Thursday 18 June 2015

The New 2015 Australian Healthy Eating Pyramid

Heads up, Aussies! Australia’s got a new food pyramid. Our food chart has just gotten the overhaul it needed. And about time!

Image reference: http://nutritionaustralia.org/

After 30 years of evolution, the 2015 Australian food pyramid finally nails the bullseye. It now presents what many of us, nutrition buffs, fitness experts, and hey, even centenarians have believed and known all along about diet and nutrition... the fact that vegetables and fruits should take centre stage in any healthy diet.

Out With the Old, In With the New

Awwww...sorry bread and grain food lovers but the new national diet is here to burst your bubble. Your favourite carbohydrates no longer occupy the pyramid base, the first level food group on which 70% of our diet should be based. Vegetables, legumes, and fruits are now virtually ensconced in that tier. Contrary to the old 2007 chart where bread, rice, oats, bran, and pasta shared the pyramid base with veggies, these types of carbohydrates have now been downgraded to the smaller secondary tier. Now, play close attention to the visuals. Notice that breads, crackers, and even the noodles in the bowl are brown, representing whole grain foods rather than the white, processed derivatives that have been staple drawings in the old food pyramids. Quinoa, whole grain cereal, couscous, and soba noodles are new highlights in this particular food group.

Let’s talk about the base. A large percentage of this level is covered in vegetables, a miniscule portion of which gives way to legumes. Fruits are partitioned into their own space, occupying a small percentage of the base. According to Nutrition Australia, the architect of the new food pyramid, one has to aim for 5 servings of vegetables (with the occasional legumes) and 2 servings of fruit a day.

Outside the base, new visual guidelines are added, encouraging the choice of water over other beverages and the incorporation of herbs and spices over other condiments such as MSG, salt, and sugar.

An even more compact third tier is equally divided between the dairy food group and the protein-rich group of fish, lean meat, nuts, and tofu. Interestingly, legumes such as lentils and beans doubly figure in this group as well. The cheese, yoghurt, and milk group provide alternative primary sources of calcium while the fish, nuts, lean meats, and beans group supplies the protein as well other vital vitamins and minerals.

The new chart visually nixes added sugar and salt. The old food pyramids, circa 1982 down to 2007 include sugar at the tippy-top. The new pyramid’s tip is now solely occupied by healthy fats which is essential to optimum neurological and cardiovascular functions. Healthy fats means unrefined unsaturated fats derived from plant-based food such as olive oil, raw and unprocessed peanut butter, raw nuts, and avocado.

There is absolutely no room for treats like pastries, chips, or ice-cream. A bummer of a food chart <Tee hee!> but the most nutritiously accurate and the best that we have ever come up with.

What the New Food Pyramid Implies

From the looks of it, the new food pyramid trashes fad diets and reiterates the importance of plant-based food in any nutrition plan. A large portion of nutritional emphasis should be given to vegetables and some on fruits and legumes to form the basis of anyone’s diet. Although the bulk of the nutrition nod is on vegetables, the chart in no way champions the vegan diet as the answer to balanced nutrition. Other food groups are included because these provide nutrients which a solely plant-based intake cannot provide. That is why...

Variety, the spice of life, is a key element that does away with palate boredom in the current food chart. A healthy eating plan, according to the present food design, includes many different types of food within a food group as well as the incorporation of servings from all food groups. It isn’t a healthy choice to bump out one or more food groups from one’s diet (unless instructed by your physician) as each has its own set of nutrients integral to human nutrition.

Another important detail: water should be your beverage of choice, always. Fresh fruit juices then should be counted into your fruit serving allotment for the day. Tea (unless tea can be classified under herbs?) and coffee don’t even figure in the food chart and definitely no sodas or shakes which simply bring in added sugar. Our sugar allotment should come from fruits, and notice that even these are limited, despite their inclusion in the prominent base group.

Aside from sugar, added salt is also given a thumbs-down. Our sodium requirements can be met by those in the food groups. The chart encourages us to train our taste buds to be happy with food flavoured with herbs and spices instead of salt.

There is absolutely no room for junk food. Well, that’s why they’re junk! And junk now encompasses anything with added salt or sugar, even if it’s got healthy milk or cheese in its ingredients list.

Although, the chart enjoins us to be active everyday, I personally wish they kept the visuals of those moving feet at the pyramid base as in the 2007 chart. Exercise is just as important to optimum health as good nutrition. You can’t have one without the other. Perhaps a snooze visual will be a great inclusion as well to indicate rest. Proper diet, exercise, and rest: my triumvirate for a healthy, happy you.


▶ Your goal
Write the records below out in full, character for character, with no pictures.

── Extracted data ──

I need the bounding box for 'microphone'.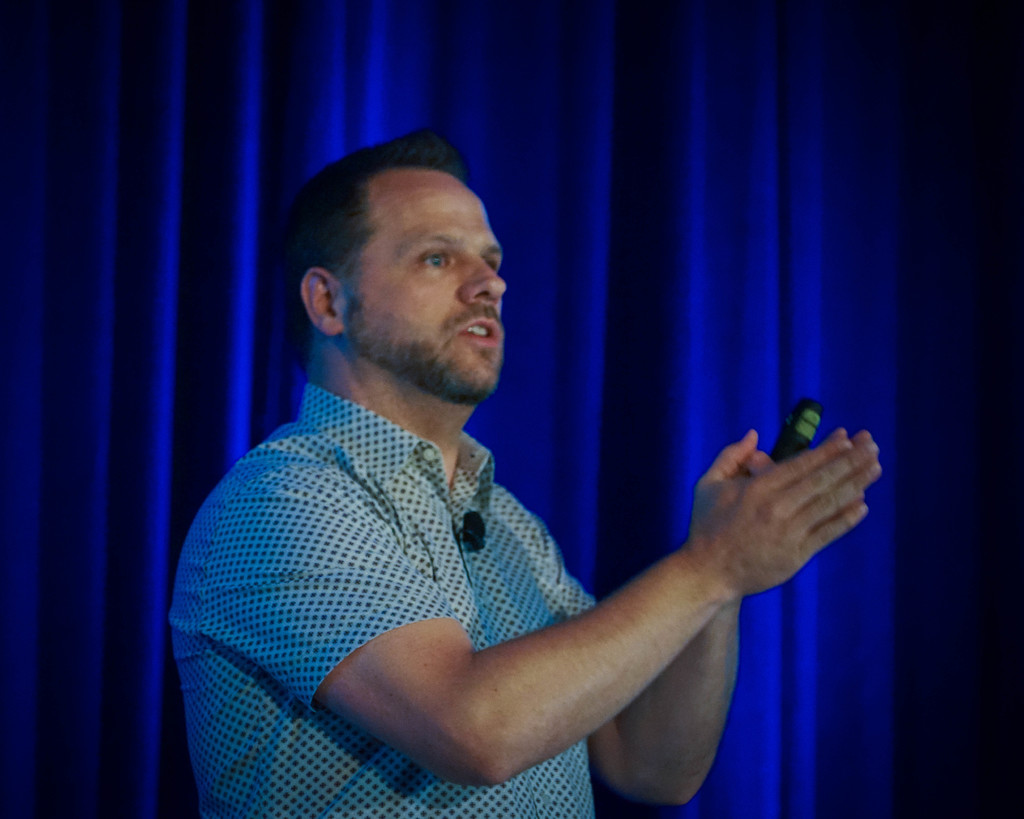
Here it is: 461,505,486,552.
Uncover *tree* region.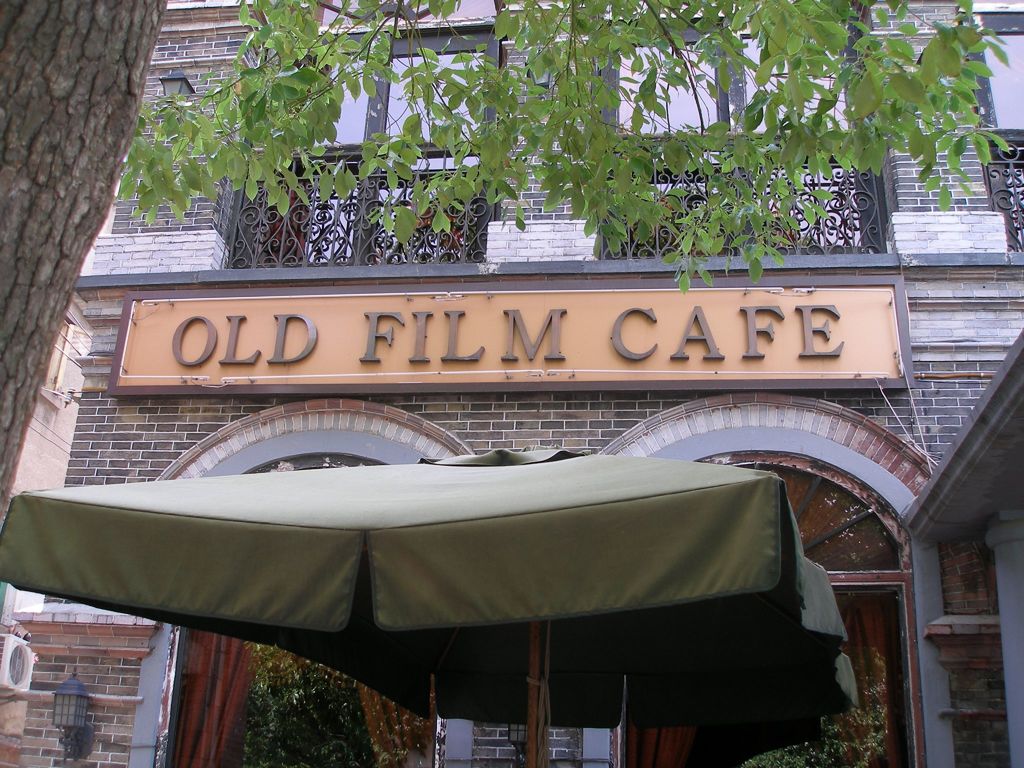
Uncovered: <region>0, 0, 1009, 536</region>.
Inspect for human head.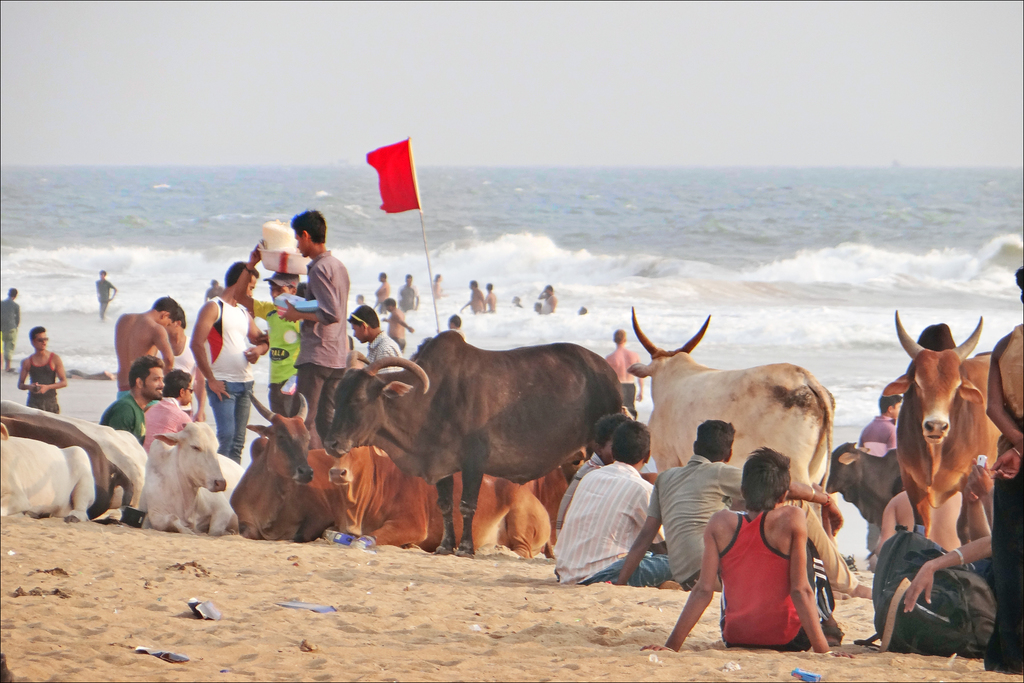
Inspection: 448:313:462:329.
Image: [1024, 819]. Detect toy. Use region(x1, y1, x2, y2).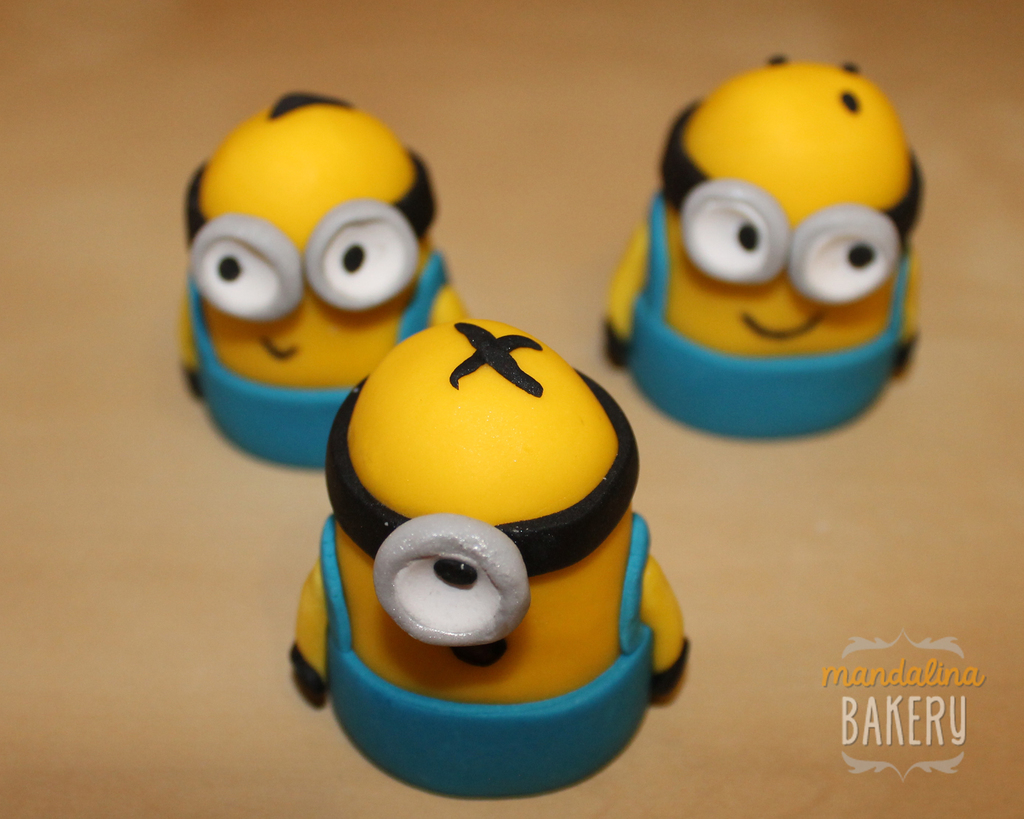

───

▶ Reply to the exercise
I need the bounding box for 'microphone'.
Here it is: 461,505,486,552.
Uncover *tree* region.
Uncovered: <region>0, 0, 1009, 536</region>.
Inspect for human head.
Inspection: 448:313:462:329.
Image: [1024, 819]. Detect toy. Use region(x1, y1, x2, y2).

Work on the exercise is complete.